Editor’s Note: The Morning After

Ask anyone who’s been in the struggle for the long haul. You have to have deep faith.
Faith is our primary source of empowerment. . . . This is not a sprint. This is a marathon.

–Cornel West, Hope on a Tightrope (SmileyBooks, 2008)

On election night, once Ohio faded to blue, I set my DVR to record Barack Obama’s victory celebration in Chicago. I haven’t replayed it yet, but I plan to keep it queued up indefinitely. Not because I anticipate the need to hear the president-elect’s acceptance speech again. That oratory was best appreciated in real time, and I trust Obama will treat us to a fair share of memorable rhetoric over the next four years. I’m holding on to the footage for the crowd shots.

For a few precious hours, citizens across the country flooded the streets and collectively exorcised eight years of cynicism. In Grant Park, that passion was so concentrated that the sounds and images instantly became iconic, like the riots in that same park during the 1968 Democratic National Convention, or the civil rights movement’s march on Washington five years before that.

Once our first black president’s revolutionary surge gives way to pragmatism, once change is inevitably modified by incremental and a momentarily discombobulated opposition retrenches for attack, I’m going to need an audiovisual reminder of that glorious night, those irrepressible tears, that joyful noise. I’m going to push play and take a hit.

This will not be a nostalgic exercise. I’m convinced derision and division will once again threaten our politics, but that is not to say they can’t be conquered. My expectations are simply an acknowledgment that as millions exulted on November 4, millions of others suffered a defeat. What’s more, even some voters who pulled the lever for Obama will become impatient when, as promised, he uses the legislature as a laboratory, builds coalitions, and compromises.

What’s encouraging is that for the first time in a decade there’s evidence that the extreme right’s deafening echo chamber is vulnerable, as are those across the political spectrum who stubbornly refuse to entertain legitimate differences in opinion. Moments of hope, when they sprout from authentic roots, are kryptonite to those who are blinded by hubris, motivated by self-interest, or consumed with the need to demonize.

As philosopher and egalitarian intellectual Cornel West writes in his new book, Hope on a Tightrope, wisdom “comes from wrestling with despair and not allowing despair to have the last word. That’s why hope is always bloodstained and tear-soaked.

“And hope gives us strength to try to . . . keep struggling for more love, more justice, more freedom, and more democracy.”

During the election season, West was the least predictable and most stirring of academia’s pundit class. When he and I talked a few weeks ago, he articulated what progressive thinkers on both sides of the political divide have known since they threw their support behind Obama: The success or failure of this administration lies, perhaps more than any in memory, with its constituency.

 “So much depends on how strong we are,” West said. “We just have to raise our voices in terms of letting Barack know, letting Washington know–and if necessary going to the streets–that we are concerned about empowering poor and working people. And that the era of entitlement is over.”

Obama’s victory was a majestic opening stanza, but it was just that–the promise of something deeper, more complicated, and lasting. Readers of this magazine have long clamored for the chance to form a kinder, greener union. Now we have the opportunity to take a grassroots politics to Washington, where a new administration appears ready to hear those voices that represent not only the best and the brightest, but also the least considered. This level of participation will require a great deal of vigor in the wake of an exhausting election.

For West and other deeply religious men and women, that energy will come from meditation, prayer, and prophecy. For others, inspiration will come from community, where camaraderie breeds resilience. Some will listen to beautiful music or read stirring prose. Others will simply thrive on the chance to be part of history.

Me? I’m going to try a combination of all these things. If all else fails in the short term, though, I’ve got a little black box beneath my TV. And it knows just what I need.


# TASK OBJECTIVE
Where in the listing does the string "type" appear? Copy every line that holds it.

(Beginning of RECORDS TO USE)

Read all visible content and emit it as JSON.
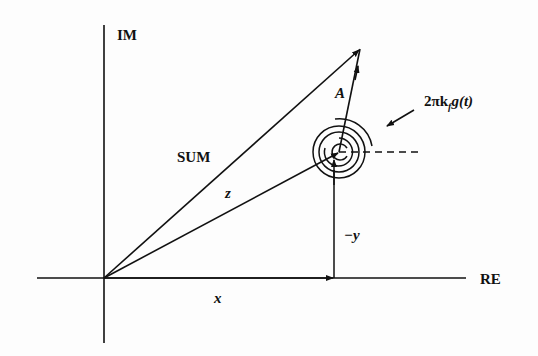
{
  "diagram": {
    "type": "phasor-diagram",
    "axes": {
      "vertical_label": "IM",
      "horizontal_label": "RE"
    },
    "vectors": [
      {
        "name": "SUM",
        "label": "SUM"
      },
      {
        "name": "z",
        "label": "z"
      },
      {
        "name": "A",
        "label": "A"
      },
      {
        "name": "x",
        "label": "x"
      },
      {
        "name": "-y",
        "label": "−y"
      }
    ],
    "rotation": {
      "label_main": "2πk",
      "label_sub": "f",
      "label_tail": "g(t)"
    }
  },
  "colors": {
    "ink": "#111111",
    "background": "#fdfdfd"
  }
}
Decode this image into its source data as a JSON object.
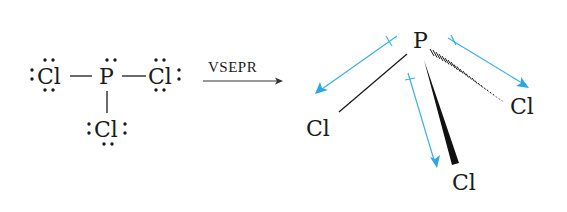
{
  "lewis_structure": {
    "central_atom": "P",
    "ligands": [
      "Cl",
      "Cl",
      "Cl"
    ],
    "lone_pair_symbol": ":"
  },
  "transform_arrow": {
    "label": "VSEPR"
  },
  "geometry": {
    "central_atom": "P",
    "ligand_left": "Cl",
    "ligand_right": "Cl",
    "ligand_bottom": "Cl",
    "colors": {
      "bond": "#1a1a1a",
      "dipole_arrow": "#3ab0e6"
    }
  }
}
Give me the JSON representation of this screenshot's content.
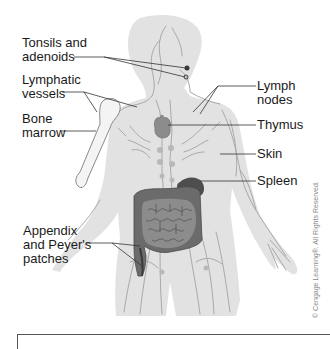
{
  "figure": {
    "labels": {
      "tonsils": "Tonsils and\nadenoids",
      "lymphatic_vessels": "Lymphatic\nvessels",
      "bone_marrow": "Bone\nmarrow",
      "appendix": "Appendix\nand Peyer's\npatches",
      "lymph_nodes": "Lymph\nnodes",
      "thymus": "Thymus",
      "skin": "Skin",
      "spleen": "Spleen"
    },
    "credit": "© Cengage Learning®. All Rights Reserved.",
    "colors": {
      "body_fill": "#e2e2e2",
      "vessel": "#a9a9a9",
      "organ_dark": "#6b6b6b",
      "organ_mid": "#8c8c8c",
      "bone": "#f4f4f4",
      "leader": "#333333"
    }
  }
}
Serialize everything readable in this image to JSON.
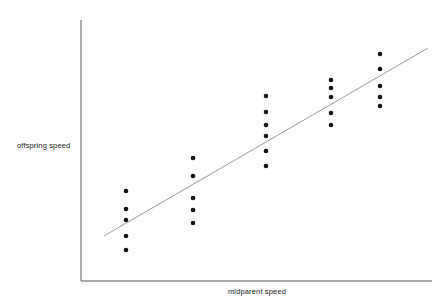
{
  "figure": {
    "width": 444,
    "height": 308,
    "background": "#ffffff"
  },
  "axes": {
    "x_label": "midparent speed",
    "y_label": "offspring speed",
    "axis_color": "#8c8c8c",
    "x_axis": {
      "x1": 81,
      "y1": 281,
      "x2": 432,
      "y2": 281
    },
    "y_axis": {
      "x1": 81,
      "y1": 20,
      "x2": 81,
      "y2": 281
    }
  },
  "marker": {
    "color": "#141414",
    "radius": 2.3,
    "shape": "circle"
  },
  "trendline": {
    "color": "#9a9a9a",
    "width": 1,
    "x1": 104,
    "y1": 236,
    "x2": 428,
    "y2": 48
  },
  "chart_data": {
    "type": "scatter",
    "title": "",
    "xlabel": "midparent speed",
    "ylabel": "offspring speed",
    "grid": false,
    "legend": null,
    "axis_ticks": {
      "x": [],
      "y": []
    },
    "xlim": [
      81,
      432
    ],
    "ylim": [
      281,
      20
    ],
    "note": "Unitless illustrative axes; values given in pixel coordinates of the plot area. Five midparent groups each with a vertical spread of offspring values.",
    "series": [
      {
        "name": "offspring observations",
        "points": [
          {
            "x": 126,
            "y": 191
          },
          {
            "x": 126,
            "y": 209
          },
          {
            "x": 126,
            "y": 220
          },
          {
            "x": 126,
            "y": 236
          },
          {
            "x": 126,
            "y": 250
          },
          {
            "x": 193,
            "y": 158
          },
          {
            "x": 193,
            "y": 176
          },
          {
            "x": 193,
            "y": 198
          },
          {
            "x": 193,
            "y": 210
          },
          {
            "x": 193,
            "y": 223
          },
          {
            "x": 266,
            "y": 96
          },
          {
            "x": 266,
            "y": 112
          },
          {
            "x": 266,
            "y": 125
          },
          {
            "x": 266,
            "y": 136
          },
          {
            "x": 266,
            "y": 151
          },
          {
            "x": 266,
            "y": 166
          },
          {
            "x": 331,
            "y": 80
          },
          {
            "x": 331,
            "y": 88
          },
          {
            "x": 331,
            "y": 97
          },
          {
            "x": 331,
            "y": 113
          },
          {
            "x": 331,
            "y": 125
          },
          {
            "x": 380,
            "y": 54
          },
          {
            "x": 380,
            "y": 69
          },
          {
            "x": 380,
            "y": 86
          },
          {
            "x": 380,
            "y": 97
          },
          {
            "x": 380,
            "y": 106
          }
        ]
      }
    ],
    "trendline": {
      "type": "linear-fit",
      "x": [
        104,
        428
      ],
      "y": [
        236,
        48
      ]
    }
  }
}
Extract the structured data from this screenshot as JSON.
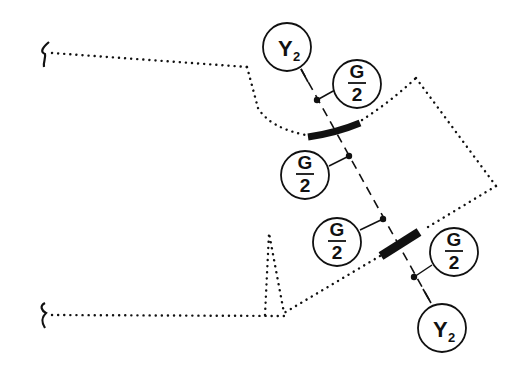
{
  "diagram": {
    "colors": {
      "ink": "#111111",
      "background": "#ffffff"
    },
    "nodes": [
      {
        "id": "y2-top",
        "label_main": "Y",
        "label_sub": "2",
        "kind": "reaction"
      },
      {
        "id": "g2-top",
        "numerator": "G",
        "denominator": "2",
        "kind": "load"
      },
      {
        "id": "g2-mid-left",
        "numerator": "G",
        "denominator": "2",
        "kind": "load"
      },
      {
        "id": "g2-mid-lower",
        "numerator": "G",
        "denominator": "2",
        "kind": "load"
      },
      {
        "id": "g2-right",
        "numerator": "G",
        "denominator": "2",
        "kind": "load"
      },
      {
        "id": "y2-bottom",
        "label_main": "Y",
        "label_sub": "2",
        "kind": "reaction"
      }
    ],
    "break_symbols": [
      "top-left-break",
      "bottom-left-break"
    ],
    "supports": [
      "upper-curved-bar",
      "lower-straight-bar"
    ]
  }
}
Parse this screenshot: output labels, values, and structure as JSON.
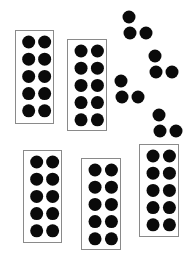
{
  "colors": {
    "background": "#ffffff",
    "dot": "#0a0a0a",
    "frame_border": "#8a8a8a"
  },
  "dot_diameter": 13,
  "ten_frames": [
    {
      "id": "frame-1",
      "x": 15,
      "y": 30,
      "w": 38,
      "h": 93,
      "columns": 2,
      "rows": 5,
      "filled": 10
    },
    {
      "id": "frame-2",
      "x": 67,
      "y": 39,
      "w": 39,
      "h": 91,
      "columns": 2,
      "rows": 5,
      "filled": 10
    },
    {
      "id": "frame-3",
      "x": 23,
      "y": 150,
      "w": 38,
      "h": 92,
      "columns": 2,
      "rows": 5,
      "filled": 10
    },
    {
      "id": "frame-4",
      "x": 81,
      "y": 158,
      "w": 39,
      "h": 91,
      "columns": 2,
      "rows": 5,
      "filled": 10
    },
    {
      "id": "frame-5",
      "x": 139,
      "y": 144,
      "w": 39,
      "h": 92,
      "columns": 2,
      "rows": 5,
      "filled": 10
    }
  ],
  "loose_dot_groups": [
    {
      "id": "group-1",
      "dots": [
        [
          129,
          17
        ],
        [
          130,
          33
        ],
        [
          146,
          33
        ]
      ]
    },
    {
      "id": "group-2",
      "dots": [
        [
          155,
          56
        ],
        [
          156,
          72
        ],
        [
          172,
          72
        ]
      ]
    },
    {
      "id": "group-3",
      "dots": [
        [
          121,
          81
        ],
        [
          122,
          97
        ],
        [
          138,
          97
        ]
      ]
    },
    {
      "id": "group-4",
      "dots": [
        [
          159,
          115
        ],
        [
          160,
          131
        ],
        [
          176,
          131
        ]
      ]
    }
  ],
  "summary": {
    "tens": 5,
    "ones": 12,
    "total": 62
  }
}
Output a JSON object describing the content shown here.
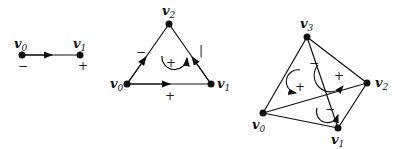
{
  "diagrams": [
    {
      "name": "1-simplex",
      "vertices": [
        {
          "label": "v",
          "sub": "0",
          "sign": "−"
        },
        {
          "label": "v",
          "sub": "1",
          "sign": "+"
        }
      ]
    },
    {
      "name": "2-simplex",
      "vertices": [
        {
          "label": "v",
          "sub": "0"
        },
        {
          "label": "v",
          "sub": "1"
        },
        {
          "label": "v",
          "sub": "2"
        }
      ],
      "edge_signs": {
        "left": "−",
        "right": "|",
        "bottom": "+"
      },
      "orientation_sign": "+"
    },
    {
      "name": "3-simplex",
      "vertices": [
        {
          "label": "v",
          "sub": "0"
        },
        {
          "label": "v",
          "sub": "1"
        },
        {
          "label": "v",
          "sub": "2"
        },
        {
          "label": "v",
          "sub": "3"
        }
      ],
      "face_signs": [
        "−",
        "+",
        "+",
        "−"
      ]
    }
  ]
}
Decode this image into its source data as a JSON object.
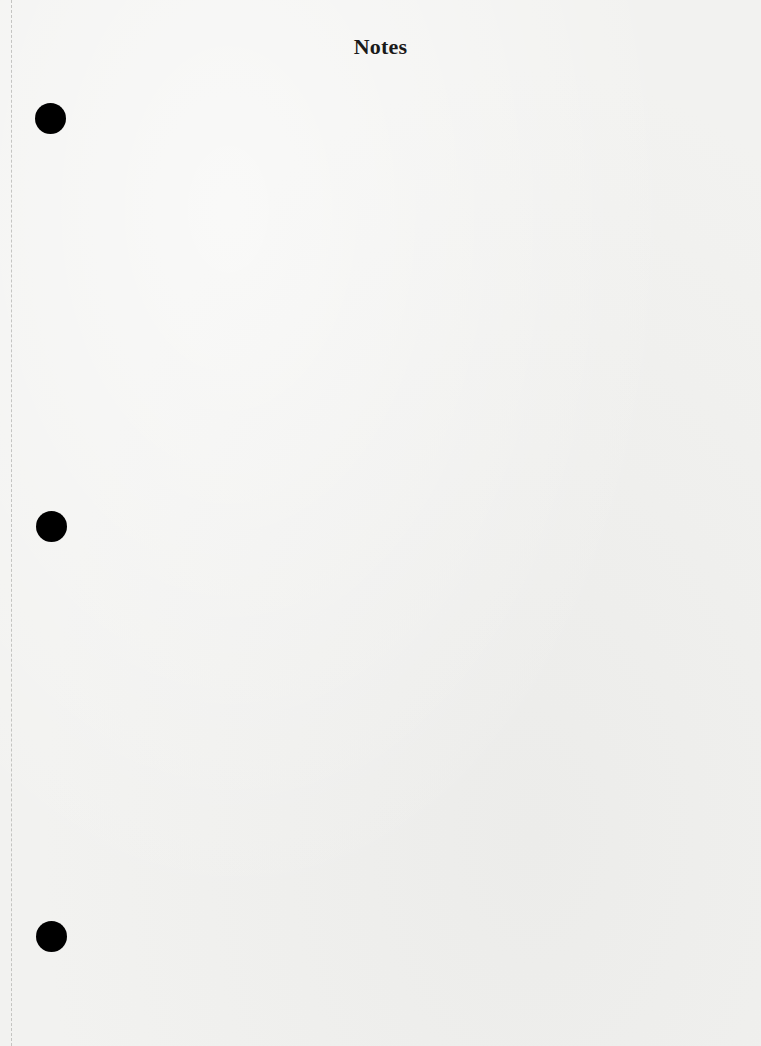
{
  "page": {
    "title": "Notes",
    "background_color": "#f2f2f0",
    "hole_color": "#000000",
    "hole_punches": [
      {
        "position": "top"
      },
      {
        "position": "middle"
      },
      {
        "position": "bottom"
      }
    ],
    "body_text": ""
  }
}
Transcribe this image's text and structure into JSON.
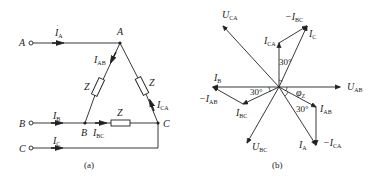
{
  "figure_a": {
    "caption": "(a)",
    "terminals": [
      {
        "name": "A",
        "current": "I",
        "current_sub": "A"
      },
      {
        "name": "B",
        "current": "I",
        "current_sub": "B"
      },
      {
        "name": "C",
        "current": "I",
        "current_sub": "C"
      }
    ],
    "nodes": {
      "A": "A",
      "B": "B",
      "C": "C"
    },
    "impedances": [
      "Z",
      "Z",
      "Z"
    ],
    "phase_currents": [
      {
        "label": "I",
        "sub": "AB"
      },
      {
        "label": "I",
        "sub": "BC"
      },
      {
        "label": "I",
        "sub": "CA"
      }
    ]
  },
  "figure_b": {
    "caption": "(b)",
    "voltages": [
      {
        "label": "U",
        "sub": "AB"
      },
      {
        "label": "U",
        "sub": "BC"
      },
      {
        "label": "U",
        "sub": "CA"
      }
    ],
    "currents": {
      "I_A": {
        "label": "I",
        "sub": "A"
      },
      "I_B": {
        "label": "I",
        "sub": "B"
      },
      "I_C": {
        "label": "I",
        "sub": "C"
      },
      "I_AB": {
        "label": "I",
        "sub": "AB"
      },
      "I_BC": {
        "label": "I",
        "sub": "BC"
      },
      "I_CA": {
        "label": "I",
        "sub": "CA"
      },
      "neg_I_AB": {
        "label": "−I",
        "sub": "AB"
      },
      "neg_I_BC": {
        "label": "−I",
        "sub": "BC"
      },
      "neg_I_CA": {
        "label": "−I",
        "sub": "CA"
      }
    },
    "angles": {
      "a1": "30°",
      "a2": "30°",
      "a3": "30°",
      "phi": "φ",
      "phi_sub": "Z"
    }
  }
}
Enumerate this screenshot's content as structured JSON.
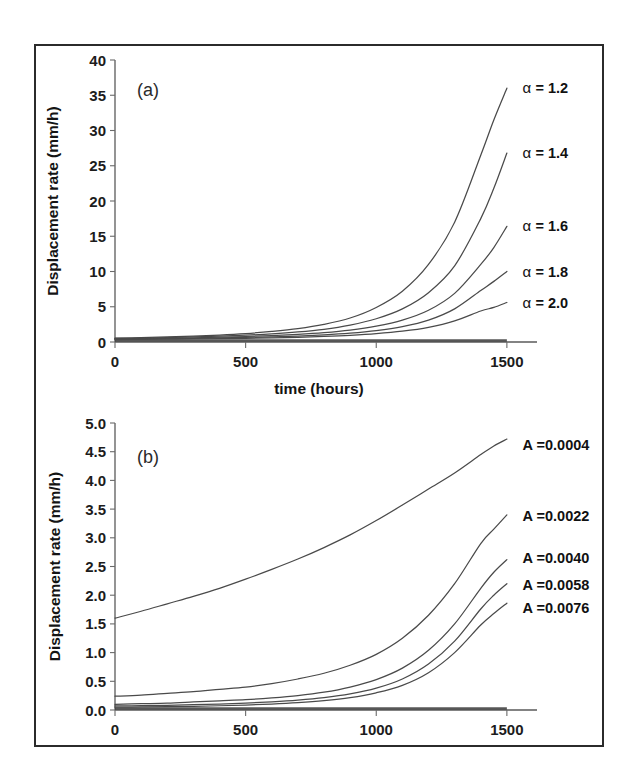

(End of RECORDS TO USE)

# COMPLETED TASK
    "type": "phasor-diagram",
    "type": "scatter",
      "type": "linear-fit",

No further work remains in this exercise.